Two Inevitable Things: Death and Taxes
On January 17, 1899, Italian immigrants Gabriele and Teresa Capone welcomed a baby boy in their newly adopted home city of New York. They named him Alphonse Gabriel Capone but to his friends–and later the world–he was simply known as Al.
Even from an early age, Al was trouble. Although he showed promise as a student, he had trouble with the rules at his strict parochial Catholic school. It came to head when, at age 14, he was expelled for hitting a female teacher in the face. Afterwards, he worked at odd jobs around Brooklyn, including a candy store and a bowling alley; he even scored a short stint as a professional baseball player. But everything changed when he met gangster Johnny Torrio, whose nickname was ‘The Fox,’ due to the man’s cunning and finesse.
Al had scored at job at a pub run by Paul Kelly, founder of the Five Points Gang, one of the most dominant gangs in New York at the time. It was here at the met Torrio, who had an impressive mind for running legitimate businesses supplemented by incomes from bookmaking, loan sharking, hijacking, prostitution, and opium trafficking. Al quickly came to view Torrio as his mentor, and Torrio eventually hired him to bartend at the Harvard Inn, a bar in the Coney Island section of Brooklyn owned by Torrio’s business associate, Frankie Yale, who also began to mentor the impressionable young man. It was during this time that, according to legend, Al inadvertently insulted a woman while working the door, and he was slashed with a knife three times on the left side of his face by her brother, Frank Galluccio; the wounds led to the nickname “Scarface.”
Al allegedly hated the moniker.
In 1919, Capone left New York City for Chicago at the invitation of Torrio, who was imported by crime boss James “Big Jim” Colosimo as an enforcer. Within a few years, Torrio was the head of an essentially Italian organized crime group that was the biggest in Chicago, with Capone as his right-hand man. In January 1925, while walking home from a shopping trip, Torrio was shot several times. After recovering, he effectively resigned and handed control to Al, aged 26, who became the new boss of an organization that took in illegal breweries and a transportation network that reached to Canada, with political and law-enforcement protection. Under his direction, the organization grew more violent; any establishment that refused to purchase liquor from Capone’s gang often got blown up, and as many as 100 people were killed in such bombings during the 1920s. He was also quick to snuff out any perceived rivals, the most famous of these attacks being the St. Valentine’s Day Massacre in 1929, during which four of Al’s gunman disguised themselves as police officers to initiate a “police raid”. The faux police lined the seven victims along a wall and signaled for accomplices armed with machine guns and shotguns. Photos of the slain victims shocked the public, and quickly moved Al up on law enforcement’s radar.
By 1930, Al was at the top of the F.B.I.’s “Most Wanted,” but he avoided long stints in jail until 1931 by bribing city officials, intimidating witnesses and maintaining various hideouts. There was one thing he couldn’t shake however:
Taxes.
Ninety-four years ago today, on October 8, 1931, Al Capone was convicted of tax evasion, an error of his own making. Back in 1930, Ralph, his brother and a gangster in his own right, was tried for tax evasion and spent the next 18 months in prison after being convicted. Seeking to avoid the same fate, Al ordered his lawyer to regularize his tax position, and although it was not done, his lawyer made crucial admissions when stating the income that Capone was willing to pay tax on for various years, admitting income of $100,000 for 1928 and 1929, for instance. Hence, without any investigation, the government had been given a letter from a lawyer acting for Capone conceding his large taxable income for certain years he had paid no tax on.
It was an open and shut case.
Al was sentenced to eleven years in prison and fined $50,000. He spent the first two years of his incarceration in a federal prison in Atlanta. After he was caught bribing guards, however, he was sent to the notorious island prison Alcatraz in 1934. Isolated there from the outside world, he could no longer wield his still considerable influence. Moreover, he began suffering from poor health. Capone had contracted syphilis as a young man, and he now suffered from neurosyphilis, causing dementia. After serving six-and-a-half years, Capone was released in 1939 to a mental hospital in Baltimore, where he remained for three years. His health rapidly declining, Capone lived out his last days in Miami with his wife.
He died of cardiac arrest on January 25, 1947.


Assigned task:
The reply should match the listing below character for character, except that no image is carried over.

Listed entries:
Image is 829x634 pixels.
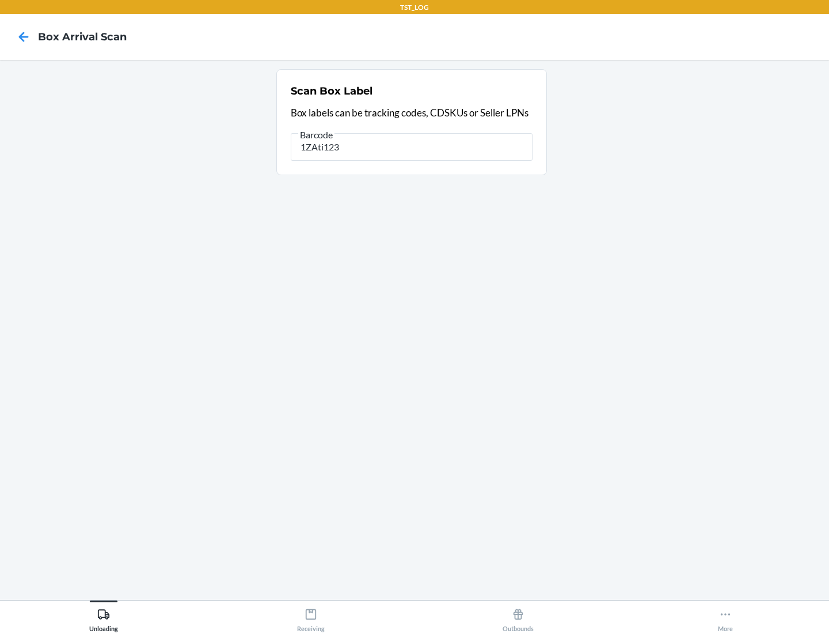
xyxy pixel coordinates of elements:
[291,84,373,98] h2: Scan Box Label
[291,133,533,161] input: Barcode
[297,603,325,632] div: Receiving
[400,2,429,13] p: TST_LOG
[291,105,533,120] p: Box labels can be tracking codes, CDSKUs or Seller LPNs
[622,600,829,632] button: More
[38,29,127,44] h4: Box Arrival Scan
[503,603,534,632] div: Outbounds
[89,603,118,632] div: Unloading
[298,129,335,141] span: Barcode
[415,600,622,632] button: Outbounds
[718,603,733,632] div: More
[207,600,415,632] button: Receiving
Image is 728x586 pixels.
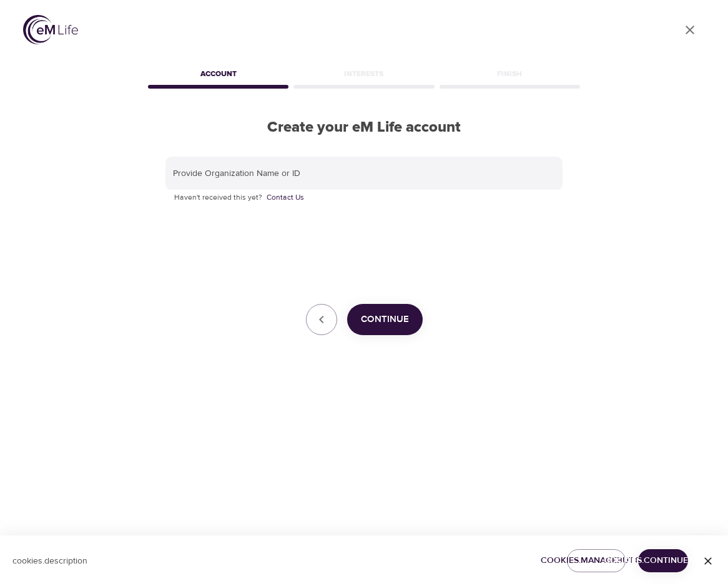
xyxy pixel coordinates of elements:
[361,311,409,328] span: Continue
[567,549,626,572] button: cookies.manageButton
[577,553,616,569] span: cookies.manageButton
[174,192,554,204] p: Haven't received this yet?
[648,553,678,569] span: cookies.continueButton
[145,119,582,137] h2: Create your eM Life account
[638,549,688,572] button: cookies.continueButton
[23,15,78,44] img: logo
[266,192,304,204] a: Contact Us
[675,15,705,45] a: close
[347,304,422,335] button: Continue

Output:
Image is 829x634 pixels.
xyxy pixel coordinates of elements:
[291,84,373,98] h2: Scan Box Label
[291,133,533,161] input: Barcode
[297,603,325,632] div: Receiving
[400,2,429,13] p: TST_LOG
[291,105,533,120] p: Box labels can be tracking codes, CDSKUs or Seller LPNs
[622,600,829,632] button: More
[38,29,127,44] h4: Box Arrival Scan
[503,603,534,632] div: Outbounds
[89,603,118,632] div: Unloading
[298,129,335,141] span: Barcode
[415,600,622,632] button: Outbounds
[718,603,733,632] div: More
[207,600,415,632] button: Receiving
Image is 728x586 pixels.
xyxy pixel coordinates of elements:
[361,311,409,328] span: Continue
[567,549,626,572] button: cookies.manageButton
[577,553,616,569] span: cookies.manageButton
[174,192,554,204] p: Haven't received this yet?
[648,553,678,569] span: cookies.continueButton
[145,119,582,137] h2: Create your eM Life account
[638,549,688,572] button: cookies.continueButton
[23,15,78,44] img: logo
[266,192,304,204] a: Contact Us
[675,15,705,45] a: close
[347,304,422,335] button: Continue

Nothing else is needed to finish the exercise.